Stored records
————

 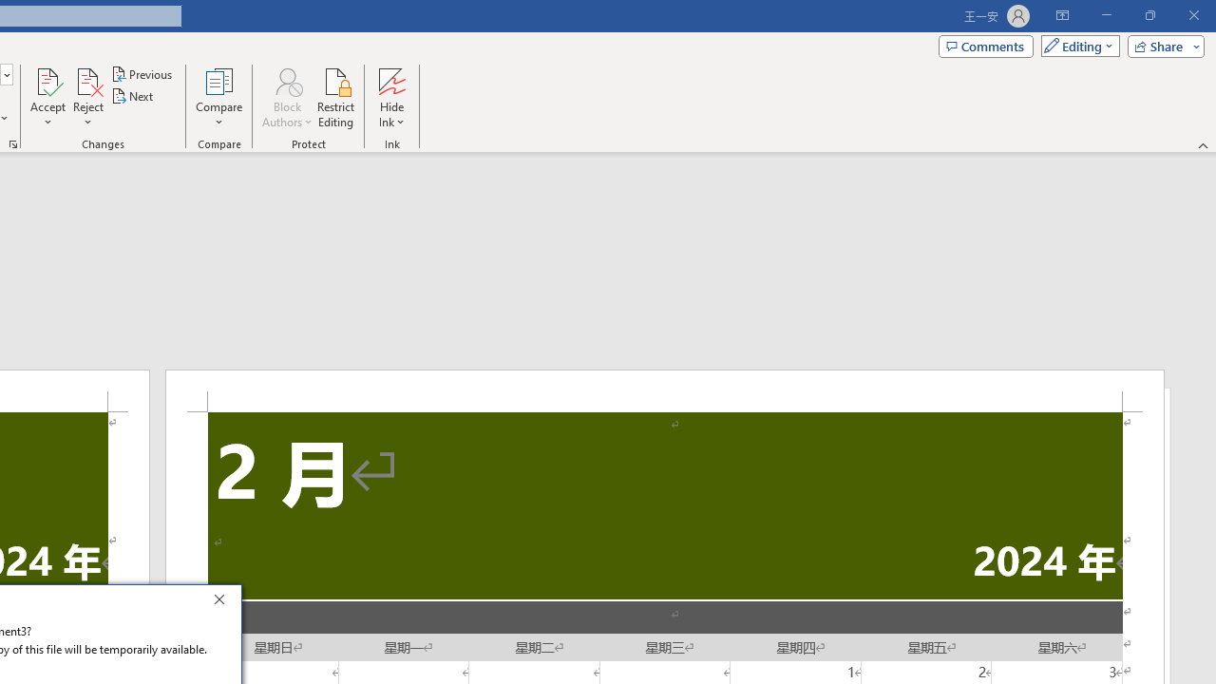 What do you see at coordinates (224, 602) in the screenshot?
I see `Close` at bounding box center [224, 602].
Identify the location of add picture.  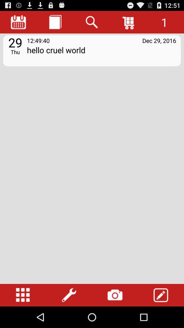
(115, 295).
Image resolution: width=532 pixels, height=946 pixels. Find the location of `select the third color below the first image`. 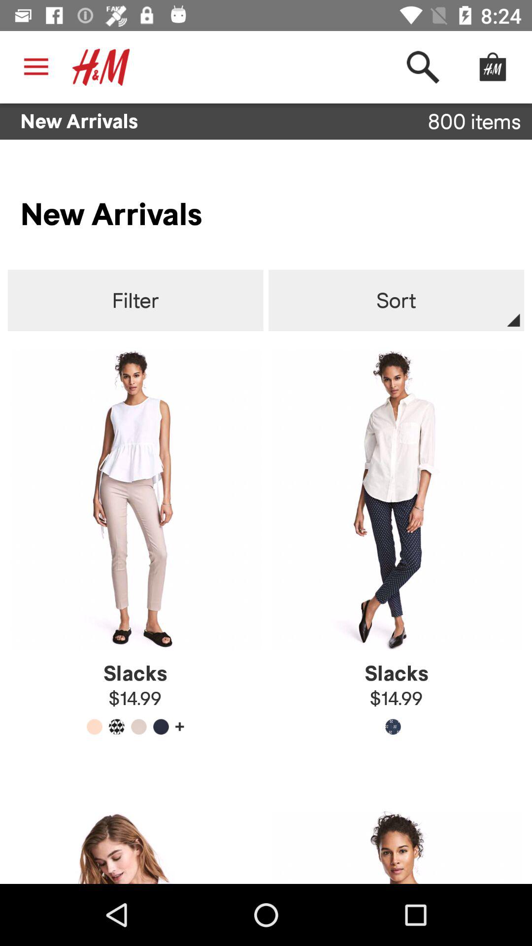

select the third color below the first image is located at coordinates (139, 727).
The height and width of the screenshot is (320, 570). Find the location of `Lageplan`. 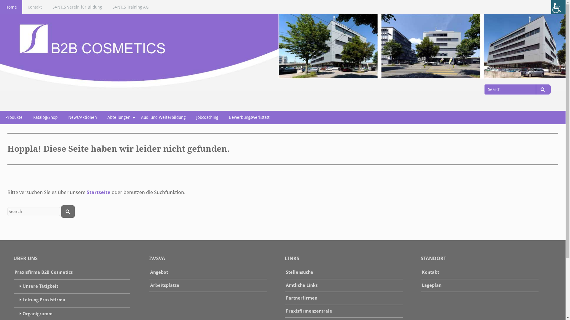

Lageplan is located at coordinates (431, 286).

————

**What you are asked to do:** Say again, word for word, every line from the one with "Image resolution: width=532" through the last line of the data above, minus the pictures.

**Written answer:**
Image resolution: width=532 pixels, height=946 pixels. Find the location of `select the third color below the first image`. 

select the third color below the first image is located at coordinates (139, 727).
The height and width of the screenshot is (320, 570). Find the location of `Lageplan`. 

Lageplan is located at coordinates (431, 286).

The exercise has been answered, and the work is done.